Closed reduckted closed 1 month ago
Hi Dave,
This caught my eye because I'm looking for a way to "redraw" my toolwindow when a setting that affects the structure of the contents is saved. But unfortunately I don't see anything in IVsWindowFrame
that will help with that.
Do you know of any way to force a toolwindow to be redrawn?
This is what I've tried:
In my toolwindow called MainWindow
, I added this property:
public class MainWindow : BaseToolWindow<MainWindow>
{
public static MainView View { get; private set; }
// the rest of the code here
}
Then I modified CreateAync
to create an instance of MainWindow
which I then save in the property before returning it:
public override Task<FrameworkElement> CreateAsync(int toolWindowId, CancellationToken cancellationToken)
{
View = new MainView();
return Task.FromResult<FrameworkElement>(View);
}
Later in the Saved
method of a BaseOptionModel
I have this code:
try
{
MainWindow.View.InvalidateVisual();
}
catch (Exception ex)
{
_dialogService.ShowException(ex);
}
But nothings happens :-( Any pointers you might have would be much appreciated. The solution may also be a good candidate to add to the toolkit.
The it could be as simple as:
try
{
MainWindow.Refresh(); // or .Redraw() etc
}
catch (Exception ex)
{
_dialogService.ShowException(ex);
}
🤔 Hmm, the content of a tool window is just a WPF control, so it should redraw in the usual way that a normal WPF window would redraw (i.e. the tool window host shouldn't be doing anything to prevent redrawing). If you're using data binding, it might be that the INotifyPropertyChanged
events are not being raised on whatever object MainView.DataContext
is.
OK, thanks Dave. I'll look into that.
The datacontext is just a viewmodel class. But I think I might be trying to redraw the wrong object. I'm calling InvalidateVisual
on the MainWindow
class which inherits BaseToolWindow<MainWindow>
. Perhaps I need to be calling it on the UserControl itself instead.
This change allows a
ToolkitToolWindowPane
to get the underlyingWindowFrame
for the tool window. This is useful if you need to listen to events on the window frame to, for example, know when the tool window focused or closed.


(Work to be completed) These records are to be written out exactly as they read, minus the pictures.

(Information given)
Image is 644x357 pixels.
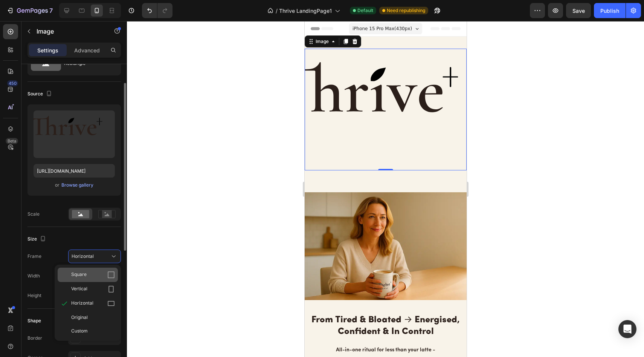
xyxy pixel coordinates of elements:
[618,320,636,338] div: Open Intercom Messenger
[71,314,88,321] span: Original
[36,27,101,36] p: Image
[49,6,53,15] p: 7
[71,327,88,334] span: Custom
[142,3,172,18] div: Undo/Redo
[37,47,59,54] p: Settings
[61,181,94,189] button: Browse gallery
[71,285,88,293] span: Vertical
[68,249,121,263] button: Horizontal
[55,181,60,189] span: or
[3,3,56,18] button: 7
[7,80,18,86] div: 450
[357,7,373,14] span: Default
[71,271,87,279] span: Square
[33,164,115,178] input: https://example.com/image.jpg
[600,7,619,15] div: Publish
[276,7,278,15] span: /
[28,317,41,324] div: Shape
[305,21,466,357] iframe: Design area
[279,7,332,15] span: Thrive LandingPage1
[572,8,584,14] span: Save
[28,234,47,244] div: Size
[387,7,425,14] span: Need republishing
[28,89,53,99] div: Source
[6,138,18,144] div: Beta
[33,110,115,158] img: preview-image
[28,335,42,341] div: Border
[72,253,94,260] span: Horizontal
[28,253,42,260] label: Frame
[61,182,93,188] div: Browse gallery
[566,3,591,18] button: Save
[594,3,626,18] button: Publish
[28,211,40,217] div: Scale
[74,47,100,54] p: Advanced
[28,273,40,279] label: Width
[71,300,93,307] span: Horizontal
[28,292,42,299] label: Height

(Reply to the exercise)
Image is 644x357 pixels.
xyxy pixel coordinates of elements:
[618,320,636,338] div: Open Intercom Messenger
[71,314,88,321] span: Original
[36,27,101,36] p: Image
[49,6,53,15] p: 7
[71,327,88,334] span: Custom
[142,3,172,18] div: Undo/Redo
[37,47,59,54] p: Settings
[61,181,94,189] button: Browse gallery
[71,285,88,293] span: Vertical
[68,249,121,263] button: Horizontal
[55,181,60,189] span: or
[3,3,56,18] button: 7
[7,80,18,86] div: 450
[357,7,373,14] span: Default
[71,271,87,279] span: Square
[33,164,115,178] input: https://example.com/image.jpg
[600,7,619,15] div: Publish
[276,7,278,15] span: /
[28,317,41,324] div: Shape
[305,21,466,357] iframe: Design area
[279,7,332,15] span: Thrive LandingPage1
[572,8,584,14] span: Save
[28,234,47,244] div: Size
[387,7,425,14] span: Need republishing
[28,89,53,99] div: Source
[6,138,18,144] div: Beta
[33,110,115,158] img: preview-image
[28,335,42,341] div: Border
[72,253,94,260] span: Horizontal
[28,253,42,260] label: Frame
[61,182,93,188] div: Browse gallery
[566,3,591,18] button: Save
[594,3,626,18] button: Publish
[28,211,40,217] div: Scale
[74,47,100,54] p: Advanced
[28,273,40,279] label: Width
[71,300,93,307] span: Horizontal
[28,292,42,299] label: Height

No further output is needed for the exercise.